Web safe still has its place, but it’s not as important as it once
was. The entire point of the Web safe palette was to choose some
colors which stood a better chance than others of appearing
‘relatively’ the same on a wide range of monitors/browsers/operating
systems.
The point wasn’t that you could line them up in a conference room and
all monitors would show the same color, it was that if you chose a
color further in the green direction of the cube, it would appear to
be greener, rather than, say, browner.
Particularly within lighter colors, very often what looks different to
you may not have any contrast at all on another monitor.
I work back and forth between two Macs; a Mac Pro with Cinema displays
(fluorescent backlight), and a non-glossy MacBook Pro 17 (LED
backlight). Despite lots of effort with the ColorSync controls, I
still cannot reliably see the same color on both of them. Things which
pop off the screen on the MacBook are flat and restrained on the
Cinemas. And that’s just on a Mac. When I (occasionally) look at my
work on a client’s computer, I get another surprise. When I see it
projected, I sometimes wonder why I bother to use color at all.
The color-safe palette takes colors which are a precise distance from
one another and arranges them for you to use. It’s the distance,
rather than the colors themselves, that is important here.
All I can say is test, test, test! If you go into the nearest big-box
store and look at their wall of televisions all playing the same loop,
you’ll see wild variations in color and contrast there. The computer
displays are no different, and when you through Windows into the loop,
the grasp of reality gets even more tenuous.
Walter
On Mar 31, 2011, at 5:28 AM, Mark wrote:
Hi Marcus and Dan
Thanks for your comments.
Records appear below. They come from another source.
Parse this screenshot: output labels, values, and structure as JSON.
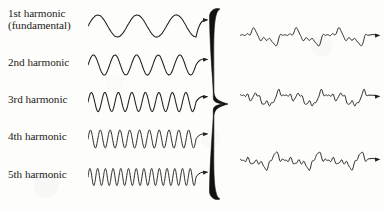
{
  "figure": {
    "background_color": "#fdfdfb",
    "ink_color": "#211f1d",
    "width": 383,
    "height": 210
  },
  "labels": [
    {
      "id": "harmonic-1",
      "line1": "1st harmonic",
      "line2": "(fundamental)",
      "x": 8,
      "y": 8
    },
    {
      "id": "harmonic-2",
      "line1": "2nd harmonic",
      "line2": "",
      "x": 8,
      "y": 57
    },
    {
      "id": "harmonic-3",
      "line1": "3rd harmonic",
      "line2": "",
      "x": 8,
      "y": 94
    },
    {
      "id": "harmonic-4",
      "line1": "4th harmonic",
      "line2": "",
      "x": 8,
      "y": 131
    },
    {
      "id": "harmonic-5",
      "line1": "5th harmonic",
      "line2": "",
      "x": 8,
      "y": 169
    }
  ],
  "brace": {
    "name": "right-curly-brace",
    "orientation": "right-facing",
    "x": 204,
    "y": 6,
    "width": 30,
    "height": 196
  },
  "chart_data": {
    "type": "line",
    "xlabel": "",
    "ylabel": "",
    "grid": false,
    "legend": "none",
    "input_waves": [
      {
        "name": "1st harmonic (fundamental)",
        "label": "1st harmonic",
        "cycles": 2.75,
        "amplitude": 11,
        "phase": 0,
        "x": 88,
        "y": 10,
        "width": 108,
        "height": 32,
        "arrow": true
      },
      {
        "name": "2nd harmonic",
        "label": "2nd harmonic",
        "cycles": 5,
        "amplitude": 10,
        "phase": 0,
        "x": 88,
        "y": 50,
        "width": 108,
        "height": 30,
        "arrow": true
      },
      {
        "name": "3rd harmonic",
        "label": "3rd harmonic",
        "cycles": 8,
        "amplitude": 9.5,
        "phase": 0,
        "x": 88,
        "y": 87,
        "width": 108,
        "height": 30,
        "arrow": true
      },
      {
        "name": "4th harmonic",
        "label": "4th harmonic",
        "cycles": 11,
        "amplitude": 9,
        "phase": 0,
        "x": 88,
        "y": 124,
        "width": 108,
        "height": 30,
        "arrow": true
      },
      {
        "name": "5th harmonic",
        "label": "5th harmonic",
        "cycles": 14,
        "amplitude": 8.5,
        "phase": 0,
        "x": 88,
        "y": 162,
        "width": 108,
        "height": 30,
        "arrow": true
      }
    ],
    "composite_waves": [
      {
        "name": "composite-wave-top",
        "components": [
          {
            "harmonic": 1,
            "amplitude": 5.0
          },
          {
            "harmonic": 3,
            "amplitude": 3.0
          },
          {
            "harmonic": 5,
            "amplitude": 1.6
          },
          {
            "harmonic": 8,
            "amplitude": 0.9
          }
        ],
        "x": 240,
        "y": 22,
        "width": 128,
        "height": 30,
        "arrow": true
      },
      {
        "name": "composite-wave-middle",
        "components": [
          {
            "harmonic": 1,
            "amplitude": 4.0
          },
          {
            "harmonic": 2,
            "amplitude": 3.2
          },
          {
            "harmonic": 4,
            "amplitude": 2.4
          },
          {
            "harmonic": 7,
            "amplitude": 1.5
          },
          {
            "harmonic": 11,
            "amplitude": 0.8
          }
        ],
        "x": 240,
        "y": 82,
        "width": 128,
        "height": 32,
        "arrow": true
      },
      {
        "name": "composite-wave-bottom",
        "components": [
          {
            "harmonic": 1,
            "amplitude": 3.6
          },
          {
            "harmonic": 2,
            "amplitude": 3.0
          },
          {
            "harmonic": 3,
            "amplitude": 2.6
          },
          {
            "harmonic": 6,
            "amplitude": 1.8
          },
          {
            "harmonic": 10,
            "amplitude": 1.0
          }
        ],
        "x": 240,
        "y": 145,
        "width": 128,
        "height": 32,
        "arrow": true
      }
    ]
  }
}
I’d had a look at that thread before
posting.
What I am trying to say is, (but rather clumsily):
When making a colour in the FW Colors pallet, I tend to use the RGB
sliders. Are there RGB colours that are not suitable for monitors
with thousands of colours, but work on monitors set to millions of
colours?
i.e. there are ‘web safe’ 256 colours. Are there ‘web safe’ 1000’s
of colours? And if so, how do I know which ones they are?